I'm using Postgres 9.X on a recent Ubuntu (Debian) Server and have been searching for maintenance script examples and unfortunately come up empty.
The Postgres docs are comprehensive on the abstract subject of maintenance -- Its databases should periodically be:
- vacuumed / analyzed (+autovacuum)
- reindexed
- clustered?
- logs rotated
Unfortunately the docs don't get to a concrete example, perhaps because of the many variables involved. Still, I'd appreciate an example of a baseline maintenance script:
- One for a small (both size & usage) database that expects to grow over the next few years.
- A bit of scheduled downtime is fine. For example, once a week, client apps will shut down for a while so postgres can do its thing.
I've started with this, please help to improve it:
#!/bin/bash
# this script maintains a Postgres Database Cluster
# set any needed env vars:
# PGDATABASE, PGUSER, PGPASSWORD, PGHOST, PGPORT, etc.
read -p "Press ENTER to stop Postgres Clients, start maintenance..."
sudo stop websrvr1
sudo stop websrvr2
sleep 2
echo -e "\nStarting backup ..."
# another script for another question
echo -e "\nStarting maintenance ..."
# What is the best order for these?
sudo -u postgres reindexdb --all --system
sudo -u postgres clusterdb --all
sudo -u postgres vacuumdb --all --analyze # --full # warned against
# log rotation? Supposed to be handled automatically,
# but I not yet seen more than one log file.
echo Complete. Type ... to start services.
Autovacuum is on by default. Reindexing and clustering aren't really baseline maintenance tasks. You can do them when needed to improve performance or (reindex) to fix index corruption, but they are not something you would blindly do regularly. Log rotation is taken care of automatically by the Debian packaging framework. So as a baseline, you don't need to do any of these things yourself.
What you should actually be doing is setting up backups (for a start, run
pg_dumpall
daily from a cron job), and monitoring (something like Nagios and Munin, perhaps, for a start). And then based on such monitoring you will regularly tune server settings and try to improve query performance.I think vacuuming should have some threshold — say > 30 % of wasted DB space/rows. This would save lots of time and meaningless efforts.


> PROBLEM DETAILS: Write out the lines of the records from the one containing "Pinpoint 'wine glass' with a bounding box." to the very last, keeping each exactly as it is.

Collected data

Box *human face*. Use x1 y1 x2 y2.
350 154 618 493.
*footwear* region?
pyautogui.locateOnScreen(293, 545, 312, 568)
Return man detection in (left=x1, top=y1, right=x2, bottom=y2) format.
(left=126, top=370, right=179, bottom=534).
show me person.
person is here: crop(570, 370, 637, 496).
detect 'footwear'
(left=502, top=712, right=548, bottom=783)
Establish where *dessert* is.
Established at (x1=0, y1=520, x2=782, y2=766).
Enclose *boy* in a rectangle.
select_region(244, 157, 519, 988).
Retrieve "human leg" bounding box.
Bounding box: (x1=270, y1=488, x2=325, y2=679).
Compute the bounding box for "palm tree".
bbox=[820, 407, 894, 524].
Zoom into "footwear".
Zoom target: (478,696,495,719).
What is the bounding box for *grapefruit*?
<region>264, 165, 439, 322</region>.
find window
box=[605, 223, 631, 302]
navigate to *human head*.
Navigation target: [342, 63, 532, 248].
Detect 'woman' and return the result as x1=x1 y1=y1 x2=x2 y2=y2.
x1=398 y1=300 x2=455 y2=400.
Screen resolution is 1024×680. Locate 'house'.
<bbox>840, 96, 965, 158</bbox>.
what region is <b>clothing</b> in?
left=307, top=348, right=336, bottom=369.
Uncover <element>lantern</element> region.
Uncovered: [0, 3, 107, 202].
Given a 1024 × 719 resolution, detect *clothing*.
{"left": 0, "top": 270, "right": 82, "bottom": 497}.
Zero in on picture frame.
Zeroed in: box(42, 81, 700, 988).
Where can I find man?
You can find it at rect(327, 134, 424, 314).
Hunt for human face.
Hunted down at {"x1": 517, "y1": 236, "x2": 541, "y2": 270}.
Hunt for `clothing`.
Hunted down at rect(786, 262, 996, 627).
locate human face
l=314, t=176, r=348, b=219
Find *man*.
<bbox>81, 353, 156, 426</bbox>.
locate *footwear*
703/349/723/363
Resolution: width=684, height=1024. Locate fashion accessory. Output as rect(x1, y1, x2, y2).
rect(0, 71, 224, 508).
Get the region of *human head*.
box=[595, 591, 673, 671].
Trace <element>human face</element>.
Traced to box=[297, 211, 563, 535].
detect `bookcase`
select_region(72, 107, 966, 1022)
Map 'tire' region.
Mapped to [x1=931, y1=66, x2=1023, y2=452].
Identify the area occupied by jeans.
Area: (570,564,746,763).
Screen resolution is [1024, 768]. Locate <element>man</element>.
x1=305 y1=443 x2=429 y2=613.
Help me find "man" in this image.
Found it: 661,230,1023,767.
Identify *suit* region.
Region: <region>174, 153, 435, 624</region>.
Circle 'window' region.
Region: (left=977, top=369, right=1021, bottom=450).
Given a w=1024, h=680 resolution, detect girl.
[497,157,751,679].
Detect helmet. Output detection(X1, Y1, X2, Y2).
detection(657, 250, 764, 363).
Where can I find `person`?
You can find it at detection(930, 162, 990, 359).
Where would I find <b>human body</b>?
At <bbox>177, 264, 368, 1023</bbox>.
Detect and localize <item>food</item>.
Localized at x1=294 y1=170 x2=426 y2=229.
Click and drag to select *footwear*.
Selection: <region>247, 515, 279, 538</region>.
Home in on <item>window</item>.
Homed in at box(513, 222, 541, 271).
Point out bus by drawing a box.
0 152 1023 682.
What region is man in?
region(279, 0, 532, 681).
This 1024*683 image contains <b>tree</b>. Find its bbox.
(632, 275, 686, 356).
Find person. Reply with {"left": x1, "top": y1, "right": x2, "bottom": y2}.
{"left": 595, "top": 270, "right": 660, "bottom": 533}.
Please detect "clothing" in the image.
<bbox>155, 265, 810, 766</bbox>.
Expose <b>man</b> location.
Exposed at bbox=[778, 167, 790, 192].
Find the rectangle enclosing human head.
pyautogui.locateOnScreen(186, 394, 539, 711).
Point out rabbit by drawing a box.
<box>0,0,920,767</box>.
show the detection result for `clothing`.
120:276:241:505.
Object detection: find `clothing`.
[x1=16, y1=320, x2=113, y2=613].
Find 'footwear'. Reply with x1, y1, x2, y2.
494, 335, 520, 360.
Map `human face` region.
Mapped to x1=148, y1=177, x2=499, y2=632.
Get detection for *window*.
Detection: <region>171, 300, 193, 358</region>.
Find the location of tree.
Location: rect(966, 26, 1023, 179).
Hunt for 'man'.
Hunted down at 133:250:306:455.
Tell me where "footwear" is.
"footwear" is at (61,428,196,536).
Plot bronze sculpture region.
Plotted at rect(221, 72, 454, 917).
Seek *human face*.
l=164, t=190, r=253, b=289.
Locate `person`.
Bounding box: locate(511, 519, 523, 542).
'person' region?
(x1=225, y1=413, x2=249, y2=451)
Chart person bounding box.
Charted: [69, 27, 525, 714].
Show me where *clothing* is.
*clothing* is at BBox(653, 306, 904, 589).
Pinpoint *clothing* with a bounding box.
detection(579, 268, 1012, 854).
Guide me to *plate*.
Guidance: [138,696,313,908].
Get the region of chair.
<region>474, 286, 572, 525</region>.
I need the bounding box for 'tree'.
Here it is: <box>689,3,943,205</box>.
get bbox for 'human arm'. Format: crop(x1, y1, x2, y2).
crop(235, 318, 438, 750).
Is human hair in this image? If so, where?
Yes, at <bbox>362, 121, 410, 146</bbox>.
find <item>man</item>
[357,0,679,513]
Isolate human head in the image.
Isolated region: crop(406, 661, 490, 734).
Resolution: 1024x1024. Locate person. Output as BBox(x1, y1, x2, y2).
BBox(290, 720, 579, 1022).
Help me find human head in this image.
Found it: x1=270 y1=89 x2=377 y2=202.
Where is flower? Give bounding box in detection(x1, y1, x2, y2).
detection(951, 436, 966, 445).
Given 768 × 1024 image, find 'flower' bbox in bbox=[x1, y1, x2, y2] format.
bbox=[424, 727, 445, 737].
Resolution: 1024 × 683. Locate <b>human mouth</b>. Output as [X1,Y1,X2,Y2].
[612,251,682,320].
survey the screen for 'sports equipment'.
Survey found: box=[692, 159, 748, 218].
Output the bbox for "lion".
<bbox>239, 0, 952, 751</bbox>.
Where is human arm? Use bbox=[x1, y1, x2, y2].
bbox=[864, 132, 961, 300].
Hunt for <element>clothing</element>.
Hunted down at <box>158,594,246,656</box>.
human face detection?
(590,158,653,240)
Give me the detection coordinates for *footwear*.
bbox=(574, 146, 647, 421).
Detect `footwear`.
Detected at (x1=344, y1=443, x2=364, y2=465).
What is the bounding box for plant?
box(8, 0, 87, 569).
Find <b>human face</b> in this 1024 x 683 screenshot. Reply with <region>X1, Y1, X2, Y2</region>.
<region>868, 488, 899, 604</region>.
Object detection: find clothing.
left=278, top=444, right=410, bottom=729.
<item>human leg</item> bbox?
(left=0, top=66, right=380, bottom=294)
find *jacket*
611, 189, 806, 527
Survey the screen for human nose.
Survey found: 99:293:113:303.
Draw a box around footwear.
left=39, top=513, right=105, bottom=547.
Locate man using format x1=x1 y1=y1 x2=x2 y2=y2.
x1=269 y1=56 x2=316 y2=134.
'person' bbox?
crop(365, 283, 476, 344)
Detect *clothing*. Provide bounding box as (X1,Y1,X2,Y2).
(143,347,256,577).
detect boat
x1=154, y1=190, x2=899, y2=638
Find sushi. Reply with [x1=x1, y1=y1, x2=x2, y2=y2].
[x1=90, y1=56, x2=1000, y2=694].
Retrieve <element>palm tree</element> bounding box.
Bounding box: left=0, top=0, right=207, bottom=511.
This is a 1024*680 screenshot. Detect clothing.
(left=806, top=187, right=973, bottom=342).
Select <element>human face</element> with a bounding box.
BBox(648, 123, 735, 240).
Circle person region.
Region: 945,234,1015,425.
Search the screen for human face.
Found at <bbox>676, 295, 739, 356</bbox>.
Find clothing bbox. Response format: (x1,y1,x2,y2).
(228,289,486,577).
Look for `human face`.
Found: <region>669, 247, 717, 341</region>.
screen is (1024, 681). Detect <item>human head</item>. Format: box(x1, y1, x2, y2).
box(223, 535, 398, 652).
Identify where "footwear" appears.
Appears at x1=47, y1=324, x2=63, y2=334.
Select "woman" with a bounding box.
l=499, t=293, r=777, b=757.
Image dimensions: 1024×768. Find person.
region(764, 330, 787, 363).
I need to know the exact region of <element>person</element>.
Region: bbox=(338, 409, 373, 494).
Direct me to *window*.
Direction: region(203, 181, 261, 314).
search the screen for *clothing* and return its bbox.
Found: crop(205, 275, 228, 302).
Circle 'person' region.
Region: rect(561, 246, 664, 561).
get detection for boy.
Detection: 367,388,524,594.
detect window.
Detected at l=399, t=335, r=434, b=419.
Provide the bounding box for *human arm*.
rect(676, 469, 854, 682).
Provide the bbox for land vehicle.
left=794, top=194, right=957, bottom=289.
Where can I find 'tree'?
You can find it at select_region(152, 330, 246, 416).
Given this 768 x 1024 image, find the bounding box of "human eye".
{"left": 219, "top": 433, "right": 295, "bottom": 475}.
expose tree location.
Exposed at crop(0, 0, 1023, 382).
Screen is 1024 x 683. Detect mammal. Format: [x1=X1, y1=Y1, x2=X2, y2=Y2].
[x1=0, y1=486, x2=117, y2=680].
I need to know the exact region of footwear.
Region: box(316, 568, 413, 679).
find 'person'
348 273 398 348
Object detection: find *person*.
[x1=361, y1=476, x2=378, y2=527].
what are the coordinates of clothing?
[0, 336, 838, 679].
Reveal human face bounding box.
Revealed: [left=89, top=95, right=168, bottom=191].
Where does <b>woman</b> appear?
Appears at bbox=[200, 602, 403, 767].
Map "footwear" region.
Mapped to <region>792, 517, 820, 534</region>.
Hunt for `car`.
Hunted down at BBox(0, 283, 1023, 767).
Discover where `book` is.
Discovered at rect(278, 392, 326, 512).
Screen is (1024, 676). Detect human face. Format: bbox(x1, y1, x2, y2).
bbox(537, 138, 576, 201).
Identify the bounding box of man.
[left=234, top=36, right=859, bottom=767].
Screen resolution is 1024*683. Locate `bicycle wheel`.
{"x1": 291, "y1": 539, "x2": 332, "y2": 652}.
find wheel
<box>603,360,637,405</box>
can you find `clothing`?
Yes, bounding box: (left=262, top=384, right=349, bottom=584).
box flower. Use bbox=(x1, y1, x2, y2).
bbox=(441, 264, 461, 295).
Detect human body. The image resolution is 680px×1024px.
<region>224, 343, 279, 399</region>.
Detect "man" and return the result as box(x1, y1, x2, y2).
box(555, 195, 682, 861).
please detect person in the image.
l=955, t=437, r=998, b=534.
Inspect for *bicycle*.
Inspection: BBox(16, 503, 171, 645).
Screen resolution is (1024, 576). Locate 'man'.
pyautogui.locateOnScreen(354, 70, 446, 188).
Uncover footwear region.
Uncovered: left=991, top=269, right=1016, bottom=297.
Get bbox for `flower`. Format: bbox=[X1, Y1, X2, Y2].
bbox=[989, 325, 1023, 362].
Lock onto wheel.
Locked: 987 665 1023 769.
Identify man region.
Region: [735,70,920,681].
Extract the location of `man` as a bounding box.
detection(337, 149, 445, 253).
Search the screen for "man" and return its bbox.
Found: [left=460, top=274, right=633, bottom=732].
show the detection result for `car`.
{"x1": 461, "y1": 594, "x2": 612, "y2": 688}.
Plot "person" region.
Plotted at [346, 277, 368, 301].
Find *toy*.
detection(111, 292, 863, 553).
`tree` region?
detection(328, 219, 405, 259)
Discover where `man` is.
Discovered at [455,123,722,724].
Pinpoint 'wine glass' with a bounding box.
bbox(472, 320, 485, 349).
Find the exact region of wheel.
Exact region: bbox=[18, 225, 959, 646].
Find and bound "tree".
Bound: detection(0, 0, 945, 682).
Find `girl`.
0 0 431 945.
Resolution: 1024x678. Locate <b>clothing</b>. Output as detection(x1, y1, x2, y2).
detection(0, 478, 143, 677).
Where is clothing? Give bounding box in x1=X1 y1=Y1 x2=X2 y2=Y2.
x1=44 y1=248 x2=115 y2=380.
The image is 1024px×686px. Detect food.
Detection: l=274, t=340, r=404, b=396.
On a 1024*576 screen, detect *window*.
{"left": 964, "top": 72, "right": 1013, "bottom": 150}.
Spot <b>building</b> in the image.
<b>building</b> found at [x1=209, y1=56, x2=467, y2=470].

> RESULT OF THE EXERCISE:
Pinpoint 'wine glass' with a bounding box.
bbox(472, 320, 485, 349).
Find the exact region of wheel.
Exact region: bbox=[18, 225, 959, 646].
Find and bound "tree".
Bound: detection(0, 0, 945, 682).
Find `girl`.
0 0 431 945.
Resolution: 1024x678. Locate <b>clothing</b>. Output as detection(x1, y1, x2, y2).
detection(0, 478, 143, 677).
Where is clothing? Give bounding box in x1=X1 y1=Y1 x2=X2 y2=Y2.
x1=44 y1=248 x2=115 y2=380.
The image is 1024px×686px. Detect food.
Detection: l=274, t=340, r=404, b=396.
On a 1024*576 screen, detect *window*.
{"left": 964, "top": 72, "right": 1013, "bottom": 150}.
Spot <b>building</b> in the image.
<b>building</b> found at [x1=209, y1=56, x2=467, y2=470].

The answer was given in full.